BellIntroduction2021-12-02_12-45-26.pdf

In the Introduction to Faces at the Bottom of the Well, Bell briefly outlines the basis for his conviction that racism is permanent.   (pp. 1-17)

 The first essay in Kennedy's Say It Loud! is titled Shall We Overcome? Optimism and Pessimism in African American Racial Thought. 

As with most of the essays in this book, there are multiple sections.  The first and second are history-telling.  One is a story of pessimism, its proponents and the basis for their convictions;  two, the optimists and their story.

Below are sections three and four.  Section three highlights the Obama election and its aftermath; four, Kennedy's personal story, his changing relationship with optimism and pessimism.  (pp.21-30)

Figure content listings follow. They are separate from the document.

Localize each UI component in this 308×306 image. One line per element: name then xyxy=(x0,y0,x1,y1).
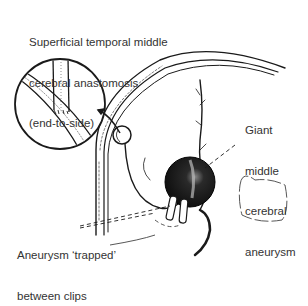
clips xyxy=(166,196,188,224)
clip-left xyxy=(166,196,178,221)
clip-right xyxy=(179,199,188,224)
label-aneurysm-line4: aneurysm xyxy=(245,246,296,260)
label-anastomosis-line2: cerebral anastomosis xyxy=(29,77,168,91)
label-trapped-line1: Aneurysm ‘trapped’ xyxy=(17,249,116,263)
label-anastomosis: Superficial temporal middle cerebral ana… xyxy=(29,9,168,144)
label-aneurysm-line3: cerebral xyxy=(245,205,296,219)
label-anastomosis-line1: Superficial temporal middle xyxy=(29,36,168,50)
label-aneurysm: Giant middle cerebral aneurysm xyxy=(245,97,296,273)
label-trapped-line2: between clips xyxy=(17,290,116,304)
label-anastomosis-line3: (end-to-side) xyxy=(29,117,168,131)
label-aneurysm-line1: Giant xyxy=(245,124,296,138)
label-trapped: Aneurysm ‘trapped’ between clips xyxy=(17,222,116,306)
label-aneurysm-line2: middle xyxy=(245,165,296,179)
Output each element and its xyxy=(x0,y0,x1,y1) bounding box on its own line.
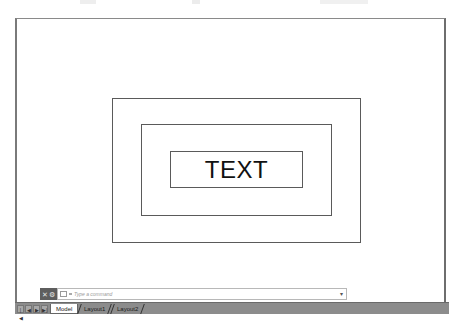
tab-layout1-label: Layout1 xyxy=(84,304,105,314)
command-line-grip[interactable]: ✕ ⚙ xyxy=(40,288,57,300)
command-prompt-icon xyxy=(60,291,67,297)
drawing-text-label[interactable]: TEXT xyxy=(205,158,268,182)
wrench-icon[interactable]: ⚙ xyxy=(49,291,55,298)
tab-model[interactable]: Model xyxy=(50,304,78,314)
previous-tab-icon[interactable]: ◀ xyxy=(25,305,32,313)
autocad-window: TEXT ✕ ⚙ Type a command ▾ |◀ ◀ ▶ ▶| Mode… xyxy=(0,0,460,328)
command-input[interactable]: Type a command ▾ xyxy=(57,288,347,300)
first-tab-icon[interactable]: |◀ xyxy=(17,305,24,313)
tab-layout1[interactable]: Layout1 xyxy=(78,304,113,314)
text-frame-rectangle[interactable]: TEXT xyxy=(170,151,303,188)
layout-tab-bar: |◀ ◀ ▶ ▶| Model Layout1 Layout2 xyxy=(15,302,449,314)
tab-layout2-label: Layout2 xyxy=(117,304,138,314)
tab-navigation: |◀ ◀ ▶ ▶| xyxy=(15,303,49,314)
tab-layout2[interactable]: Layout2 xyxy=(110,304,145,314)
chevron-down-icon[interactable]: ▾ xyxy=(340,290,343,299)
cut-off-header xyxy=(40,0,440,4)
close-icon[interactable]: ✕ xyxy=(42,291,48,298)
next-tab-icon[interactable]: ▶ xyxy=(33,305,40,313)
command-line: ✕ ⚙ Type a command ▾ xyxy=(40,288,347,300)
command-placeholder: Type a command xyxy=(74,291,112,297)
last-tab-icon[interactable]: ▶| xyxy=(41,305,48,313)
drawing-viewport[interactable]: TEXT xyxy=(15,18,446,302)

KennedyShallWeParts3and42021-12-03_13-29-26.pdf

More opportunities to view and hear Bell and Kennedy...

( 4:18)

(6:42)




Derrick Bell and the National Visionary Leadership Project

Founded in 2001, the National Visionary Leadership Project's (NVLP) mission is "to develop the next generation of leaders by recording, preserving, and sharing the stories of extraordinary African American elders - Visionaries  - who have transcended barriers, shaped American history, and influenced the world through the rich African American tradition of social change."

The NVLP has recorded and preserved more than 330 high-quality professional video interviews with extraordinary African-American elders, age 70 and older, through its Oral History Archive, housed in the US Library of Congress.  Derrick Bell is among those interviewed.

Take a look at the selections on the left. If you would like more, click (HERE). In the top right corner of the video shown there, click the playlist (1-10) to see other segments of the interview.





Randall Kennedy in conversation with Congressman Jamie Raskin on September 9, 2021.  Raskin, U.S. Representative for Maryland's 8th Congressional District, and his son, Tommy, were both students of Kennedy's at Harvard Law School.

After an introduction by the co-owner of Politics and Prose bookstore in Washington D.C., Kennedy shares some interesting reflections on his family and growing up in D.C.   This is a wide-ranging and engaging conversation.


(1:01:12)


We're repeating this video in case you weren't able to view it for our Kennedy session:

On September 17, 2016, Randall Kennedy delivered this talk on The Desegregation of Medicine, as part of Harvard Law School's Diversity and U.S. Legal History Series. The lecture series was a companion to the Diversity and U.S. Legal History Reading Group.

You will see that this is a topic about which Kennedy feels strongly and you will have the opportunity to observe  his skill in the role of professor.